Oil and gas IT solutions and cutting costs

The old way

The ways that companies address IT, outside core disciplines such as geology and geophysics, are marked by an unrelenting enthusiasm for cutting costs of oil and gas IT solutions. However, it’s often the case that the methods employed. Outsourcing or offshoring means that there is a difficult choice between quality of service and cost. In the short term, it’s easy to cut costs. However, when you discover the things that don’t work because they’re outside scope, and the costs of putting them right, some options can be less appealing.

What to do

One common feature of many schemes for cutting the cost of oil and gas IT solutions is the fact that they focus on unit costs, not service. So, if you outsource the database support, you buy database administrators and you pay less. Great? Maybe, but it says nothing about what they are going to do. So the contract will also have to include some form of service level agreement. SLAs are extremely hard to write when you’re buying a technical function, like database administration. What is the right measure of service? Downtime? Recovery time? Performance? All of the above?

The answer

The answer to this painful conundrum is cloud services, or Software as a Service. Our applications, like Production Reporting and Hydrocarbon Allocation, are accessed over the web. We take care of all of the painful details. Backups, availability, network connectivity, application security, performance, and upgrades, and the customer just uses the service. The key difference here is that the definition of an SLA is now easy. The relationship with us as a supplier is transformed. If I need to be able to be able to perform my asset management functions twenty-four hours per day, there’s no dispute. The service is either there or not there.

Innovation in oil and gas it solutions

In short, oil and gas companies are the ideal consumer of cloud services looking to combine quality of service with low cost. We will see accelerating adoption over the next five years. Starting with the smaller companies but closely followed by larger organisations as they recognise the opportunities that exist.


● Try it
Every line below that includes the word "Image" needs to be copied.

● Exercise material
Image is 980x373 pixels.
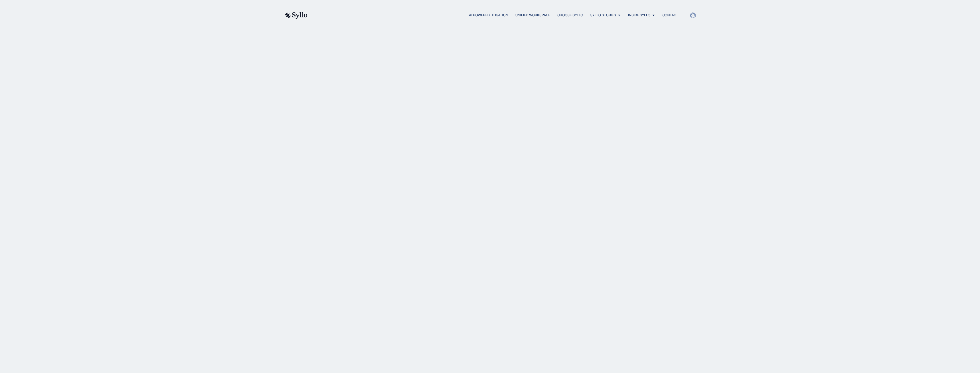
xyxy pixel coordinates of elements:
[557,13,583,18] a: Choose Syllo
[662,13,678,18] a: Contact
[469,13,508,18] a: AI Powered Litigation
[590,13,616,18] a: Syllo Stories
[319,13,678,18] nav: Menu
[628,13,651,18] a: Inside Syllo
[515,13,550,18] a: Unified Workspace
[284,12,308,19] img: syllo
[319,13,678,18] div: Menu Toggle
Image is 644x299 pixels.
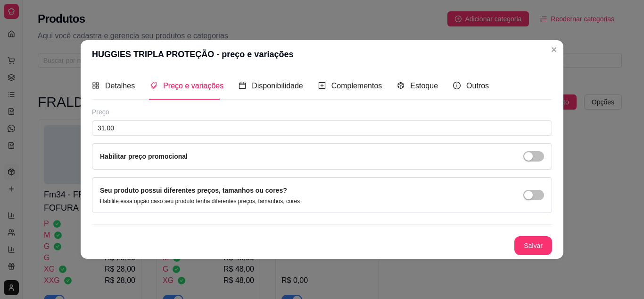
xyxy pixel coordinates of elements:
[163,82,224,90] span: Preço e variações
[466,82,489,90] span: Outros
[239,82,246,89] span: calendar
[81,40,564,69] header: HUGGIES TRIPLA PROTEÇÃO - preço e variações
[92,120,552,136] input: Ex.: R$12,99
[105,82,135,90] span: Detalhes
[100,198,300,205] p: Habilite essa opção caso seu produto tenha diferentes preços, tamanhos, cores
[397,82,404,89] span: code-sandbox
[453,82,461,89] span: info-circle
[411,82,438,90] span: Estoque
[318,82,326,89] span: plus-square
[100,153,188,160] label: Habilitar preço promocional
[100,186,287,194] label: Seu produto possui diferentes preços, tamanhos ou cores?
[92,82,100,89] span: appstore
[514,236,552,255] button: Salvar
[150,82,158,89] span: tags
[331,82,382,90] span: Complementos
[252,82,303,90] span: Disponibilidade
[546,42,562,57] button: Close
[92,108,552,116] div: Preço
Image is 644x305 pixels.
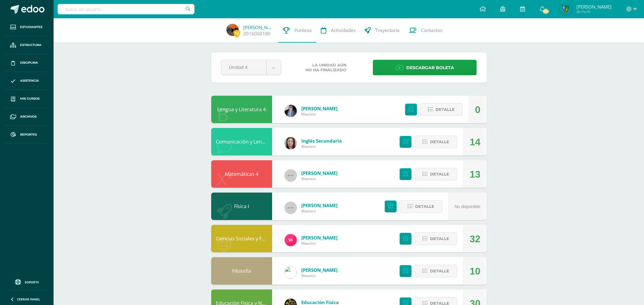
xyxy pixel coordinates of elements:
* * *
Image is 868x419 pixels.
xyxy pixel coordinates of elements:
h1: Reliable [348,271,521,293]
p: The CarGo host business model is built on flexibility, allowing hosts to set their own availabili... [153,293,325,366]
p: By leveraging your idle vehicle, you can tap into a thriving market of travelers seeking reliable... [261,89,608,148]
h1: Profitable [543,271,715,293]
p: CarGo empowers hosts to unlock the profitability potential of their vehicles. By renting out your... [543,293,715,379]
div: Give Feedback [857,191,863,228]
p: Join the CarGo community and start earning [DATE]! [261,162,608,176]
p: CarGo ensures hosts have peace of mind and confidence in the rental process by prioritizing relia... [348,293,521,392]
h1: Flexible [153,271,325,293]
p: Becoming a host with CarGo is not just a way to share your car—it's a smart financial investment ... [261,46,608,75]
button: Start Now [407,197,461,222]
---
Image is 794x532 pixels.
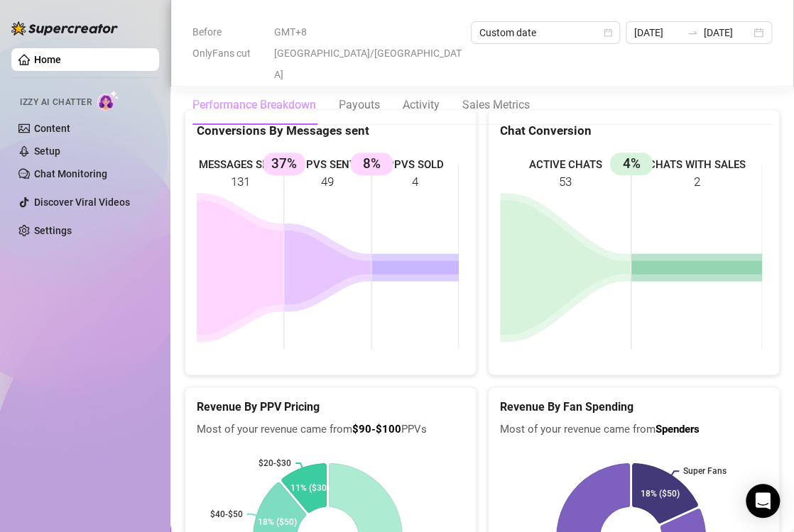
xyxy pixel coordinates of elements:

● Solution
Image is 980x373 pixels.
Image is 644x299 pixels.
Image is 644x305 pixels.
Image is 868x419 pixels.
Image is 794x532 pixels.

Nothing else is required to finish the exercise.